2D format for small labels. Common in electronics and pharmaceutical applications.
For most warehouse operations, Code 128 B is the right default. It encodes everything you need, scans reliably at a distance, and works with every modern scanner on the market. For more on labeling your locations effectively, see our guide on creating good SKUs.
Combining Barcode Scanners with Pick-to-Light
When barcode scanning and light-directed picking work together, each technology amplifies the other. The lights tell the picker where to go; the scanner confirms what was picked.
What Pick-to-Light Adds
What Barcode Scanning Adds
Voodoo Robotics Cloud Display Devices
Voodoo's wireless Cloud Display Devices feature a full five-line display capable of showing custom barcodes, QR codes, direction arrows, hazard icons, picker names, and order details. Each device can illuminate in one of six colors, runs on two AAA batteries for a year or more, and mounts anywhere with magnets, screws, or double-sided tape.
Because the devices display scannable barcodes directly on screen, pickers can scan the device itself to confirm a location or trigger a transaction — no separate location labels required. This makes the system remarkably easy to deploy and reconfigure as your layout evolves.
Closed-Loop Scanning Workflows
The most powerful configuration combines both technologies into a closed-loop workflow: the system directs the pick, the picker confirms the pick, and the system validates before moving on. Nothing gets skipped, nothing gets assumed.
Light directs
A pick-to-light device illuminates at the target location, displaying the SKU, quantity, and order details.
Picker scans location
The picker scans the location barcode (or the barcode displayed on the device itself) to confirm they're at the right spot.
Picker scans item
The picker scans the item barcode to confirm the correct product is being pulled.

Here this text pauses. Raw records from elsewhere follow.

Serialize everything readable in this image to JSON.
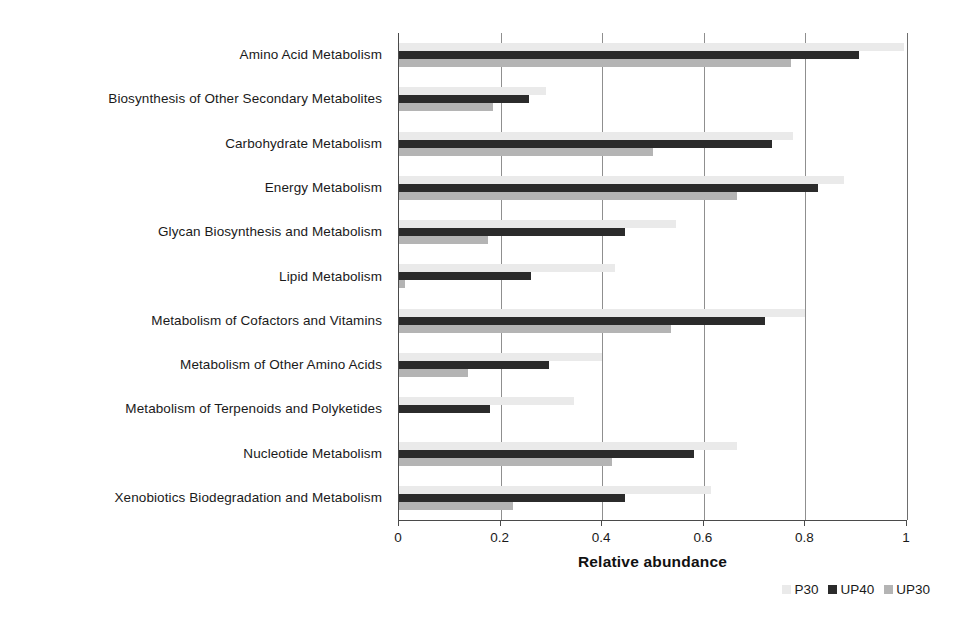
{
  "chart_data": {
    "type": "bar",
    "orientation": "horizontal",
    "title": "",
    "xlabel": "Relative abundance",
    "ylabel": "",
    "xlim": [
      0,
      1
    ],
    "xticks": [
      "0",
      "0.2",
      "0.4",
      "0.6",
      "0.8",
      "1"
    ],
    "xtick_values": [
      0,
      0.2,
      0.4,
      0.6,
      0.8,
      1
    ],
    "grid": true,
    "grid_axis": "x",
    "legend_position": "bottom-right",
    "categories": [
      "Amino Acid Metabolism",
      "Biosynthesis of Other Secondary Metabolites",
      "Carbohydrate Metabolism",
      "Energy Metabolism",
      "Glycan Biosynthesis and Metabolism",
      "Lipid Metabolism",
      "Metabolism of Cofactors and Vitamins",
      "Metabolism of Other Amino Acids",
      "Metabolism of Terpenoids and Polyketides",
      "Nucleotide Metabolism",
      "Xenobiotics Biodegradation and Metabolism"
    ],
    "series": [
      {
        "name": "P30",
        "color": "#eaeaea",
        "values": [
          0.995,
          0.29,
          0.775,
          0.875,
          0.545,
          0.425,
          0.8,
          0.4,
          0.345,
          0.665,
          0.615
        ]
      },
      {
        "name": "UP40",
        "color": "#2b2b2b",
        "values": [
          0.905,
          0.255,
          0.735,
          0.825,
          0.445,
          0.26,
          0.72,
          0.295,
          0.18,
          0.58,
          0.445
        ]
      },
      {
        "name": "UP30",
        "color": "#b4b4b4",
        "values": [
          0.772,
          0.185,
          0.5,
          0.665,
          0.175,
          0.012,
          0.535,
          0.135,
          0.0,
          0.42,
          0.225
        ]
      }
    ]
  }
}
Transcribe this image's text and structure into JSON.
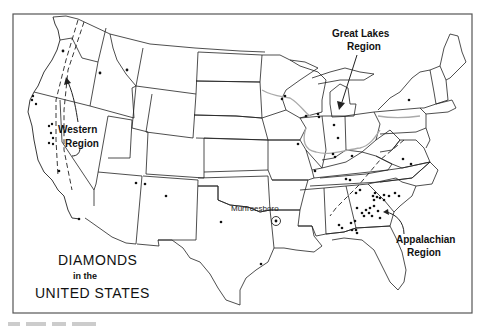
{
  "figure": {
    "title_line1": "DIAMONDS",
    "title_line2": "in the",
    "title_line3": "UNITED STATES"
  },
  "regions": [
    {
      "id": "western",
      "line1": "Western",
      "line2": "Region"
    },
    {
      "id": "great-lakes",
      "line1": "Great Lakes",
      "line2": "Region"
    },
    {
      "id": "appalachian",
      "line1": "Appalachian",
      "line2": "Region"
    }
  ],
  "places": [
    {
      "id": "murfreesboro",
      "label": "Murfreesboro",
      "symbol": "circled-dot"
    }
  ],
  "map": {
    "frame": {
      "x": 13,
      "y": 14,
      "width": 459,
      "height": 299
    },
    "colors": {
      "line": "#222222",
      "river": "#aaaaaa",
      "frame": "#555555",
      "background": "#ffffff"
    }
  }
}
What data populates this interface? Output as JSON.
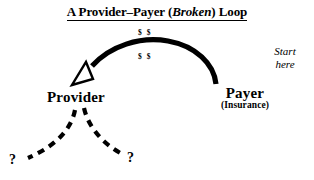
{
  "diagram": {
    "title": {
      "prefix": "A Provider–Payer (",
      "emphasis": "Broken",
      "suffix": ") Loop",
      "full": "A Provider–Payer (Broken) Loop"
    },
    "nodes": {
      "provider": {
        "label": "Provider"
      },
      "payer": {
        "label": "Payer",
        "sublabel": "(Insurance)"
      }
    },
    "annotations": {
      "money_top": "$ $",
      "money_bottom": "$ $",
      "start_here_line1": "Start",
      "start_here_line2": "here",
      "question_left": "?",
      "question_right": "?"
    },
    "edges": {
      "payment_arc": {
        "from": "Payer",
        "to": "Provider",
        "style": "solid-curved-arrow",
        "label": "$ $"
      },
      "broken_branch_left": {
        "from": "Provider",
        "to": "?",
        "style": "dashed-curve"
      },
      "broken_branch_right": {
        "from": "Provider",
        "to": "?",
        "style": "dashed-curve"
      }
    },
    "colors": {
      "ink": "#000000",
      "background": "#ffffff"
    }
  }
}
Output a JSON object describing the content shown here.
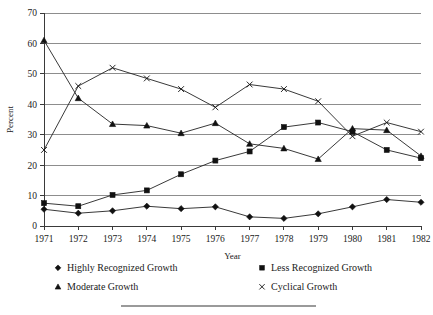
{
  "chart_data": {
    "type": "line",
    "title": "",
    "xlabel": "Year",
    "ylabel": "Percent",
    "categories": [
      "1971",
      "1972",
      "1973",
      "1974",
      "1975",
      "1976",
      "1977",
      "1978",
      "1979",
      "1980",
      "1981",
      "1982"
    ],
    "x": [
      1971,
      1972,
      1973,
      1974,
      1975,
      1976,
      1977,
      1978,
      1979,
      1980,
      1981,
      1982
    ],
    "ylim": [
      0,
      70
    ],
    "ytick_step": 10,
    "yticks": [
      0,
      10,
      20,
      30,
      40,
      50,
      60,
      70
    ],
    "grid": "horizontal",
    "legend_position": "bottom",
    "series": [
      {
        "name": "Highly Recognized Growth",
        "marker": "diamond",
        "values": [
          5.5,
          4.2,
          5.0,
          6.5,
          5.7,
          6.3,
          3.0,
          2.5,
          4.0,
          6.3,
          8.7,
          7.8
        ]
      },
      {
        "name": "Less Recognized Growth",
        "marker": "square",
        "values": [
          7.5,
          6.5,
          10.2,
          11.7,
          17.0,
          21.5,
          24.5,
          32.5,
          34.0,
          31.0,
          25.0,
          22.3
        ]
      },
      {
        "name": "Moderate Growth",
        "marker": "triangle",
        "values": [
          61.0,
          42.0,
          33.5,
          33.0,
          30.5,
          33.8,
          27.0,
          25.5,
          22.0,
          32.0,
          31.5,
          23.0
        ]
      },
      {
        "name": "Cyclical Growth",
        "marker": "cross",
        "values": [
          25.0,
          46.0,
          52.0,
          48.5,
          45.0,
          39.0,
          46.5,
          45.0,
          41.0,
          29.5,
          34.0,
          31.0
        ]
      }
    ]
  },
  "legend": {
    "entries": [
      {
        "label": "Highly Recognized Growth",
        "marker": "diamond"
      },
      {
        "label": "Less Recognized Growth",
        "marker": "square"
      },
      {
        "label": "Moderate Growth",
        "marker": "triangle"
      },
      {
        "label": "Cyclical Growth",
        "marker": "cross"
      }
    ]
  },
  "colors": {
    "ink": "#111111",
    "grid": "#8d8d8d",
    "axis": "#3a3a3a",
    "background": "#ffffff"
  }
}
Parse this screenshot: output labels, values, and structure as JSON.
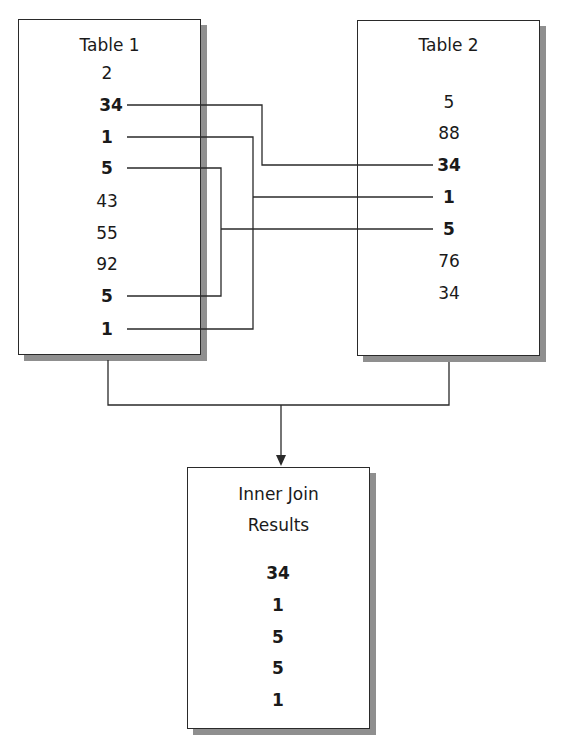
{
  "table1": {
    "title": "Table 1",
    "rows": [
      "2",
      "34",
      "1",
      "5",
      "43",
      "55",
      "92",
      "5",
      "1"
    ]
  },
  "table2": {
    "title": "Table 2",
    "rows": [
      "5",
      "88",
      "34",
      "1",
      "5",
      "76",
      "34"
    ]
  },
  "result": {
    "title_line1": "Inner Join",
    "title_line2": "Results",
    "rows": [
      "34",
      "1",
      "5",
      "5",
      "1"
    ]
  },
  "colors": {
    "line": "#2a2a2a",
    "shadow": "#8f8f8f",
    "background": "#ffffff"
  }
}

The system checks the SKU against the order.
Put-to-light confirms
A display on the cart or put-wall illuminates, showing the picker exactly which tote or order slot to place the item in.
System advances
The pick is recorded, inventory is decremented, and the next pick-to-light device illuminates. The loop repeats.
This workflow eliminates the most common sources of picking errors: wrong location, wrong item, and wrong quantity. Every step is verified before the system moves forward. The result is measurable improvements in accuracy and a complete audit trail for every order. Learn more about how the integration works.
Works with Your Existing Systems
Because barcode scanners act as keyboard input and Voodoo's devices communicate via cloud API, the combination integrates with virtually any system your operation already uses — without custom hardware or proprietary connectors. See our WMS pick-to-light integration guide for specifics.
See Barcode Scanning and Pick-to-Light Working Together
Combine the confirmation power of barcode scanning with the speed of light-directed picking. Book a demo to see the closed-loop workflow in action.